Not long after there was a clipping in the paper that beautifully illustrated what he was saying. A certain substance in human tears was being investigated because it was though possibly that it just might have an arresting effect on cancer cells.
Wouldn’t that be an irony if it should pan out... talk about the edge of mystery. Do you see? Beauty, sorrow, love causing tears... tears arresting cancer.... Therefor love wiping out cancer.... Is that possible? What if it should be? Who can say? How precious little we really know.
What I’m saying is don’t think it’s all over now, because it’s not.... That’s the worst mistake you can make.

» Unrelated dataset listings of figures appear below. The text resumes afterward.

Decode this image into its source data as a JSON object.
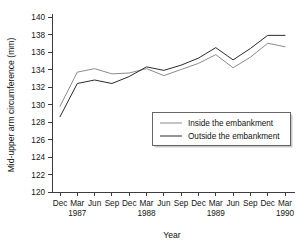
{
  "chart_data": {
    "type": "line",
    "title": "",
    "xlabel": "Year",
    "ylabel": "Mid-upper arm circumference (mm)",
    "ylim": [
      120,
      140
    ],
    "ytick_labels": [
      "120",
      "122",
      "124",
      "126",
      "128",
      "130",
      "132",
      "134",
      "136",
      "138",
      "140"
    ],
    "ytick_values": [
      120,
      122,
      124,
      126,
      128,
      130,
      132,
      134,
      136,
      138,
      140
    ],
    "grid": false,
    "legend_position": "lower right",
    "categories": [
      "Dec",
      "Mar",
      "Jun",
      "Sep",
      "Dec",
      "Mar",
      "Jun",
      "Sep",
      "Dec",
      "Mar",
      "Jun",
      "Sep",
      "Dec",
      "Mar"
    ],
    "year_labels": [
      {
        "label": "1987",
        "index": 1
      },
      {
        "label": "1988",
        "index": 5
      },
      {
        "label": "1989",
        "index": 9
      },
      {
        "label": "1990",
        "index": 13
      }
    ],
    "series": [
      {
        "name": "Inside the embankment",
        "color": "#8c8c8c",
        "values": [
          129.8,
          133.7,
          134.1,
          133.5,
          133.6,
          134.1,
          133.3,
          134.0,
          134.7,
          135.7,
          134.2,
          135.4,
          137.0,
          136.6
        ]
      },
      {
        "name": "Outside the embankment",
        "color": "#2b2b2b",
        "values": [
          128.6,
          132.4,
          132.8,
          132.4,
          133.2,
          134.3,
          133.9,
          134.5,
          135.3,
          136.5,
          135.1,
          136.4,
          137.9,
          137.9
        ]
      }
    ]
  },
  "legend": {
    "entries": [
      {
        "label": "Inside the embankment"
      },
      {
        "label": "Outside the embankment"
      }
    ]
  },
  "axes": {
    "x_title": "Year",
    "y_title": "Mid-upper arm circumference (mm)"
  }
}
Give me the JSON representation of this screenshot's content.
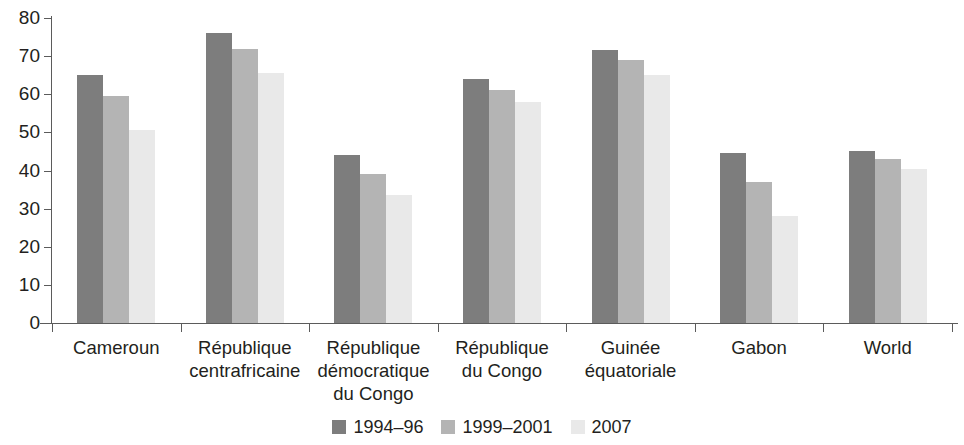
{
  "chart_data": {
    "type": "bar",
    "title": "",
    "subtitle": "",
    "xlabel": "",
    "ylabel": "",
    "ylim": [
      0,
      80
    ],
    "yticks": [
      0,
      10,
      20,
      30,
      40,
      50,
      60,
      70,
      80
    ],
    "ytick_labels": [
      "0",
      "10",
      "20",
      "30",
      "40",
      "50",
      "60",
      "70",
      "80"
    ],
    "grid": false,
    "legend_position": "bottom-center",
    "categories": [
      "Cameroun",
      "République centrafricaine",
      "République démocratique du Congo",
      "République du Congo",
      "Guinée équatoriale",
      "Gabon",
      "World"
    ],
    "category_lines": [
      [
        "Cameroun"
      ],
      [
        "République",
        "centrafricaine"
      ],
      [
        "République",
        "démocratique",
        "du Congo"
      ],
      [
        "République",
        "du Congo"
      ],
      [
        "Guinée",
        "équatoriale"
      ],
      [
        "Gabon"
      ],
      [
        "World"
      ]
    ],
    "series": [
      {
        "name": "1994–96",
        "color": "#7d7d7d",
        "values": [
          65,
          76,
          44,
          64,
          71.5,
          44.5,
          45
        ]
      },
      {
        "name": "1999–2001",
        "color": "#b4b4b4",
        "values": [
          59.5,
          72,
          39,
          61,
          69,
          37,
          43
        ]
      },
      {
        "name": "2007",
        "color": "#e9e9e9",
        "values": [
          50.5,
          65.5,
          33.5,
          58,
          65,
          28,
          40.5
        ]
      }
    ]
  },
  "axis": {
    "line_color": "#5b5b5b"
  }
}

There’s more out there than we’ll ever know – If we live to be a thousand.
But you either keep moving, or you die, there’s not anything else in between. The alternative to pilgrimage is settling down, while the tentacles of intellectual death wrap tighter and tighter around you.
“I have surely built thee a house to dwell in, a settled place to abide in forever....”
You don’t have a finished house, yet.... You have a few tools, that’s good. You have, hopefully, some perspective.... You know, I trust what some people have said, about some things --- Plato, Jesus Christ, Kenneth Clark.... I had to work him in somewhere.... You know what some others have said. You know, hopefully, at least some of the big questions.... That’s a great beginning.
Now the real work comes --- taking your partial truths, and incomplete answers, and limited perspectives and testing the honesty in the light of time and experience.
Of course it’ll take a lifetime... but this is what education in the deepest sense is... not accumulating, but utilizing, not aggregating, but sifting, not piling up bricks, but building roads, not constructing shelter to get away from life, but fashioning some tools to discover life.... Moving from bondage to freedom.
We’ll never know how well we’ve done until we see what happens to you in distant decades. There’s now way to measure a college’s success except in terms of what it makes its graduates want to become....
That’s hard to measure, and maybe impossible, but that’s the crux of the matter. For us, the grades are not yet in.... You look pretty good, but it’s yet to be seen.
If you never read another mind-bending book.... If you never again say, “I wonder how this principle applies to that problem?” .... If you never again go to hear another symphony orchestra, or piano concert, if you never again take the time to see another Raphael, or a Renoir, or a Picasso print, if you never again say, “In the name of God, this ought to be different,” then we’re both dead, you and us, and the story of Solomon is repeated all over.
Go then my beauties... and hit the road running.... Remember that Truth may be bigger than we know....
Remember that to perceive it, you have to approach it on its own terms.... Remember to keep pursuing it where the leads seem most promising... Remember to be responsive to it when it reaches out to grasp you.
Remember that only one Many who ever lived could truly say, “It is finished.” Remember that that Man loves you, and in His name, so do we.
We who remain will be watching and following your pilgrimage with intense interest. Our prayer for you would be that you may be denied peached in order that you may find life, and live it abundantly.... Keep moving, keep growing, keep on truckin’... and the grace of the Lord Jesus Christ be with you always.